Women’s stories can counter gender discrimination

A reader’s ability to view female characters as complex, layered, intellectual beings would have a profound effect on how they view actual women.
[This is archived content and may not display in the originally intended format.]

Mary Cassat, A Kiss for Baby Anne. Domestic subject matter is often blamed for the fact that Cassat is less known than her fellow Impressionists.

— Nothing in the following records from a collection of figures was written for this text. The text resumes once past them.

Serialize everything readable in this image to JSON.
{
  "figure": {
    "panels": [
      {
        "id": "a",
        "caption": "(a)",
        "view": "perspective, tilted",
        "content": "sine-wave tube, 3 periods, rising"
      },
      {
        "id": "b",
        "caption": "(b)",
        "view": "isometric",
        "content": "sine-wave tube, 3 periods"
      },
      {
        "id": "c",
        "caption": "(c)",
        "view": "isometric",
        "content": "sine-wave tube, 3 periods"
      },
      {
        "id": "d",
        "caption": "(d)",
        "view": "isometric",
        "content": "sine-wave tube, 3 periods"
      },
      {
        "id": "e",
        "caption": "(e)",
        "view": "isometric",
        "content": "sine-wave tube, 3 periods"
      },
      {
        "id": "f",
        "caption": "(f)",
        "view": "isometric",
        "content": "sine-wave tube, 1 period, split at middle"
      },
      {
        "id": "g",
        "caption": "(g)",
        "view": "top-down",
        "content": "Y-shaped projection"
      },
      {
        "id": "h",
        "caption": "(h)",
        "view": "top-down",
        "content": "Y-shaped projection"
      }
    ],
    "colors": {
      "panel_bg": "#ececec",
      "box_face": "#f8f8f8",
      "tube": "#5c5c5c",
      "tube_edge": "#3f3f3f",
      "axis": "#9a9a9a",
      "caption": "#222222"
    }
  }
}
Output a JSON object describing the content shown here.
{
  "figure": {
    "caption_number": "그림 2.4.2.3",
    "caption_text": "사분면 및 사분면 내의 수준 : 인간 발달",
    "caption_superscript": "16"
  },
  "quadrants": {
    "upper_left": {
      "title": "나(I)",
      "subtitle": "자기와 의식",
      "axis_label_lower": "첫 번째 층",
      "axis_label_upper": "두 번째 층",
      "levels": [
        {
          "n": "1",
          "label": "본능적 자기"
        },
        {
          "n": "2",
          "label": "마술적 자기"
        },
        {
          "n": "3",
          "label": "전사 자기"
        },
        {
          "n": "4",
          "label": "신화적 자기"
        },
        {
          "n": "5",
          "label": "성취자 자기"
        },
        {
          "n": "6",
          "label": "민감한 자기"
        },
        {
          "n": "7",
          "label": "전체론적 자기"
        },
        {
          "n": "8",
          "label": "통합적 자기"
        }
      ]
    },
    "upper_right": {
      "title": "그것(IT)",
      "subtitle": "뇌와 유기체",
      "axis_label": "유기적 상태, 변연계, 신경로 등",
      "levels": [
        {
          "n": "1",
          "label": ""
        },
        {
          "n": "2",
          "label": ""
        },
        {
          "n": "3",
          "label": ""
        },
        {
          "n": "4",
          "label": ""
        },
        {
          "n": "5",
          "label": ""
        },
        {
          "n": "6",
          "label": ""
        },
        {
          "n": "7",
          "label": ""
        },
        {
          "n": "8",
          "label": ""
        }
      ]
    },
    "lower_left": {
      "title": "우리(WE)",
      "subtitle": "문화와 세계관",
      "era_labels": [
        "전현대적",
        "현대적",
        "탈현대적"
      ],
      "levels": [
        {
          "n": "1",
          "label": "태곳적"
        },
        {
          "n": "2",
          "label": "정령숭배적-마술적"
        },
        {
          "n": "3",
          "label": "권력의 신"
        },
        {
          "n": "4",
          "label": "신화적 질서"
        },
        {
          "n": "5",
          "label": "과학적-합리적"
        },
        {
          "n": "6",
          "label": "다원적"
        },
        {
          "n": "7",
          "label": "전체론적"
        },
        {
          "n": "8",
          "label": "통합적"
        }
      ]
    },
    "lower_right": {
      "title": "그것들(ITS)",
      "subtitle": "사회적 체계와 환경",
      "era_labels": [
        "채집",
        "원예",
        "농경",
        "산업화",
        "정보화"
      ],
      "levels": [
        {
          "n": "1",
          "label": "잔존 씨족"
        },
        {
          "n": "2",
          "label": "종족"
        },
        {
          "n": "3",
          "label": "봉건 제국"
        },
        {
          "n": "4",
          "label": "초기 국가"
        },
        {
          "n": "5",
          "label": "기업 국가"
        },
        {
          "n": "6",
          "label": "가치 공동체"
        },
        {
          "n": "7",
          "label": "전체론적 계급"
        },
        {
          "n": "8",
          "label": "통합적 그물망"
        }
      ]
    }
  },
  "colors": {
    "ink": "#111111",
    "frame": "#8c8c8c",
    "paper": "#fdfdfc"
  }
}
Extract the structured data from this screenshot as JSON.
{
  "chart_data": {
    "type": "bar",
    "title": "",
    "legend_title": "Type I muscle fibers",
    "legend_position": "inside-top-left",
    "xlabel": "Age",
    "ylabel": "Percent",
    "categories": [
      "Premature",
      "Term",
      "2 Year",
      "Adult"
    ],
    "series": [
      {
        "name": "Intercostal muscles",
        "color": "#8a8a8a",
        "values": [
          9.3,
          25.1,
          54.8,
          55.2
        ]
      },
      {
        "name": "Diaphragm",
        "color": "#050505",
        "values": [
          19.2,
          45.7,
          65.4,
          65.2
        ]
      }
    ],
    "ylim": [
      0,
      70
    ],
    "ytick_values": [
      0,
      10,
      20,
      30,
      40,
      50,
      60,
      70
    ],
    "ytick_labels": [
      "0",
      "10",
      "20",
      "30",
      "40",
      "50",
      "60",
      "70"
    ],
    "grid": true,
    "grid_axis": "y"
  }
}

It was interesting to see the novelist Kamila Shamsie’s provocation in The Guardian last week for publishers to only publish books by women in the year 2018 – a provocation which has already been taken up by at least one publisher. Shamsie wrote that:

Unlock Padlock Icon

Unlock this content?

Access this content and more

Natalie Kon-yu
About the Author
Natalie Kon-yu was awarded her PhD in English and the Creative Arts from Murdoch University, Western Australia, and is now living in Melbourne, where she works as Lecturer in Creative Writing, Literature and Gender Studies at Victoria University. Natalie’s creative and critical work has been published in national and international journals such as TEXT and Kill Your Darlings. Natalie was the Emerging-Writer-in-Residence at Katherine Susannah Prichard Writing Foundation for 2009, and her manuscript was long-listed for The Australian/Vogel award in 2010. Natalie was a recipient of the Australian Society of Author’s Mentorship for 2011 is working on her manuscript, The list of missing things with Susan Hawthorne of Spinifex Press. She is part of an editorial team compiling a book about female friendship which is going to be published by Pan Macmillan in 2013.